Читать книгу Analysing Quantitative Data - Raymond A Kent - Страница 40
Computing totals
ОглавлениеIt is sometimes helpful to add together the values recorded either for two or more variables within cases or for a single variable across cases – provided, however, they are, or can reasonably be assumed to be, metric values. In the alcohol marketing data, respondents were asked how important they thought it was to choose a popular well-known brand when deciding to buy each of several different products. The SPSS results are shown in Figure 2.9. If the codes allocated (5 for Very important and so on) can reasonably be treated as calibrations of the degrees of importance, then the nine items can be treated as a summated rating scale and totals calculated for each of the respondents who gave a rating. The maximum total score is 45 (the person thinks choosing popular known brands is Very important for all items). The minimum depends on what the researcher decides to do with the ‘Don’t know’ answers. If given a value of 0 (as in Figure 2.10) this will mean a minimum score of 0 if somebody responds ‘Don’t know’ to each item. Indeed, an individual respondent will achieve a lower total score if any responses are ‘Don’t know’. Alternatively, these answers could be treated as a missing value and ignored in the calculation.
Figure 2.9 The importance of choosing well-known brands
Figure 2.10 Total scores in brand importance
Figure 2.10 shows the frequency of each total score calculated by SPSS. How to do this in SPSS is explained in Box 2.4. Thus two respondents had a score of 0, so they indicated ‘Don’t know’ for each item. One person scored the maximum of 45, but the majority had scores somewhere in the middle. There are various ways in which a distribution like this can be summarized, including creating class intervals as in the previous section, but other ways will be explored in Chapter 4.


*WORK ITEM*.
From top to bottom, retype the data exactly, passing over any picture.

(Data items)
Start of Block

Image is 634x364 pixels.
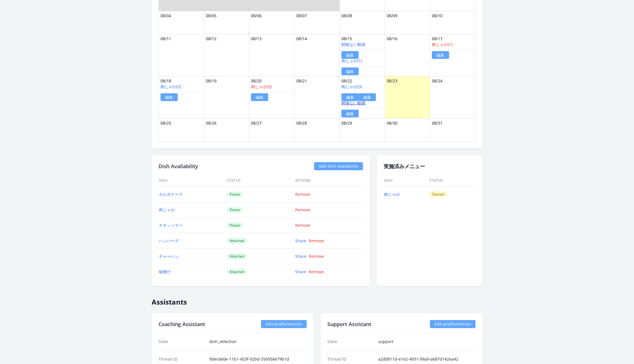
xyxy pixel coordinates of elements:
[384,175,429,187] th: Dish
[340,76,385,119] td: 08/22
[227,222,243,228] span: Preset
[294,11,340,34] td: 08/07
[430,320,476,328] a: Edit profile/version
[295,254,307,259] a: Share
[384,192,400,197] a: 肉じゃが
[209,357,307,362] dd: 9dec660e-11b1-453f-92bd-356958e79b1d
[429,175,476,187] th: Status
[158,269,171,274] a: 味噌汁
[430,11,476,34] td: 08/10
[204,119,250,142] td: 08/26
[158,339,205,344] dt: State
[341,67,359,75] a: 編集
[378,339,476,344] dd: support
[158,254,179,259] a: チャーハン
[158,207,175,212] a: 肉じゃが
[341,42,366,47] a: 関係ない動画
[432,42,453,47] a: 肉じゃが(1)
[295,222,310,228] a: Remove
[341,93,359,101] a: 編集
[340,119,385,142] td: 08/29
[250,34,294,76] td: 08/13
[341,110,359,118] a: 編集
[314,162,363,170] a: Add Dish Availability
[430,76,476,119] td: 08/24
[158,192,183,197] a: カルボナーラ
[158,175,226,187] th: Dish
[227,207,243,213] span: Preset
[251,93,268,101] a: 編集
[204,76,250,119] td: 08/19
[309,254,324,259] a: Remove
[359,93,376,101] a: 編集
[295,269,307,274] a: Share
[341,84,362,89] a: 肉じゃが(3)
[385,34,430,76] td: 08/16
[204,11,250,34] td: 08/05
[160,93,178,101] a: 編集
[385,76,430,119] td: 08/23
[158,320,205,328] h2: Coaching Assistant
[341,101,366,106] a: 関係ない動画
[227,192,243,197] span: Preset
[385,119,430,142] td: 08/30
[341,51,359,59] a: 編集
[158,222,183,228] a: チキンソテー
[327,320,371,328] h2: Support Assistant
[294,34,340,76] td: 08/14
[251,84,272,89] a: 肉じゃが(2)
[158,119,204,142] td: 08/25
[294,76,340,119] td: 08/21
[152,293,482,307] h2: Assistants
[158,34,204,76] td: 08/11
[227,238,247,244] span: Attached
[340,11,385,34] td: 08/08
[385,11,430,34] td: 08/09
[158,357,205,362] dt: Thread ID
[295,192,310,197] a: Remove
[295,238,307,244] a: Share
[209,339,307,344] dd: dish_selection
[261,320,307,328] a: Edit profile/version
[226,175,294,187] th: Status
[309,238,324,244] a: Remove
[295,207,310,212] a: Remove
[158,162,198,170] h2: Dish Availability
[384,162,476,170] h2: 実施済みメニュー
[309,269,324,274] a: Remove
[250,119,294,142] td: 08/27
[430,119,476,142] td: 08/31
[295,175,363,187] th: Actions
[294,119,340,142] td: 08/28
[250,11,294,34] td: 08/06
[158,11,204,34] td: 08/04
[227,254,247,260] span: Attached
[430,34,476,76] td: 08/17
[250,76,294,119] td: 08/20
[327,339,374,344] dt: State
[160,84,181,89] a: 肉じゃが(2)
[204,34,250,76] td: 08/12
[227,269,247,275] span: Attached
[378,357,476,362] dd: a2d0811d-e1e2-4931-99a9-a687d142ea42
[432,51,449,59] a: 編集
[340,34,385,76] td: 08/15
[341,58,362,63] a: 肉じゃが(1)
[327,357,374,362] dt: Thread ID
[158,76,204,119] td: 08/18
[158,238,179,244] a: ハンバーグ
[429,192,447,197] span: Started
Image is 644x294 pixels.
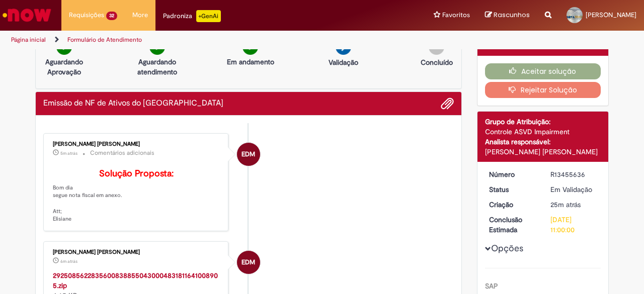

End of Block

*SOLUTION BELOW*.
Image is 634x364 pixels.
xyxy pixel coordinates of elements:
[384,175,429,187] th: Dish
[340,76,385,119] td: 08/22
[227,222,243,228] span: Preset
[294,11,340,34] td: 08/07
[430,320,476,328] a: Edit profile/version
[295,254,307,259] a: Share
[384,192,400,197] a: 肉じゃが
[209,357,307,362] dd: 9dec660e-11b1-453f-92bd-356958e79b1d
[429,175,476,187] th: Status
[158,269,171,274] a: 味噌汁
[430,11,476,34] td: 08/10
[204,119,250,142] td: 08/26
[158,339,205,344] dt: State
[341,67,359,75] a: 編集
[378,339,476,344] dd: support
[158,254,179,259] a: チャーハン
[158,207,175,212] a: 肉じゃが
[341,42,366,47] a: 関係ない動画
[432,42,453,47] a: 肉じゃが(1)
[295,222,310,228] a: Remove
[341,93,359,101] a: 編集
[340,119,385,142] td: 08/29
[250,34,294,76] td: 08/13
[341,110,359,118] a: 編集
[314,162,363,170] a: Add Dish Availability
[430,76,476,119] td: 08/24
[158,192,183,197] a: カルボナーラ
[158,175,226,187] th: Dish
[227,207,243,213] span: Preset
[251,93,268,101] a: 編集
[204,76,250,119] td: 08/19
[309,254,324,259] a: Remove
[359,93,376,101] a: 編集
[295,269,307,274] a: Share
[341,84,362,89] a: 肉じゃが(3)
[385,34,430,76] td: 08/16
[204,11,250,34] td: 08/05
[160,93,178,101] a: 編集
[385,76,430,119] td: 08/23
[158,320,205,328] h2: Coaching Assistant
[341,101,366,106] a: 関係ない動画
[227,192,243,197] span: Preset
[385,119,430,142] td: 08/30
[341,51,359,59] a: 編集
[158,222,183,228] a: チキンソテー
[327,320,371,328] h2: Support Assistant
[294,34,340,76] td: 08/14
[251,84,272,89] a: 肉じゃが(2)
[158,119,204,142] td: 08/25
[294,76,340,119] td: 08/21
[152,293,482,307] h2: Assistants
[158,34,204,76] td: 08/11
[227,238,247,244] span: Attached
[340,11,385,34] td: 08/08
[385,11,430,34] td: 08/09
[158,357,205,362] dt: Thread ID
[295,192,310,197] a: Remove
[295,238,307,244] a: Share
[209,339,307,344] dd: dish_selection
[261,320,307,328] a: Edit profile/version
[226,175,294,187] th: Status
[309,238,324,244] a: Remove
[295,207,310,212] a: Remove
[158,162,198,170] h2: Dish Availability
[384,162,476,170] h2: 実施済みメニュー
[309,269,324,274] a: Remove
[250,119,294,142] td: 08/27
[430,119,476,142] td: 08/31
[295,175,363,187] th: Actions
[294,119,340,142] td: 08/28
[250,11,294,34] td: 08/06
[158,11,204,34] td: 08/04
[227,254,247,260] span: Attached
[430,34,476,76] td: 08/17
[250,76,294,119] td: 08/20
[327,339,374,344] dt: State
[160,84,181,89] a: 肉じゃが(2)
[204,34,250,76] td: 08/12
[227,269,247,275] span: Attached
[378,357,476,362] dd: a2d0811d-e1e2-4931-99a9-a687d142ea42
[432,51,449,59] a: 編集
[340,34,385,76] td: 08/15
[341,58,362,63] a: 肉じゃが(1)
[327,357,374,362] dt: Thread ID
[158,76,204,119] td: 08/18
[158,238,179,244] a: ハンバーグ
[429,192,447,197] span: Started
Image is 644x294 pixels.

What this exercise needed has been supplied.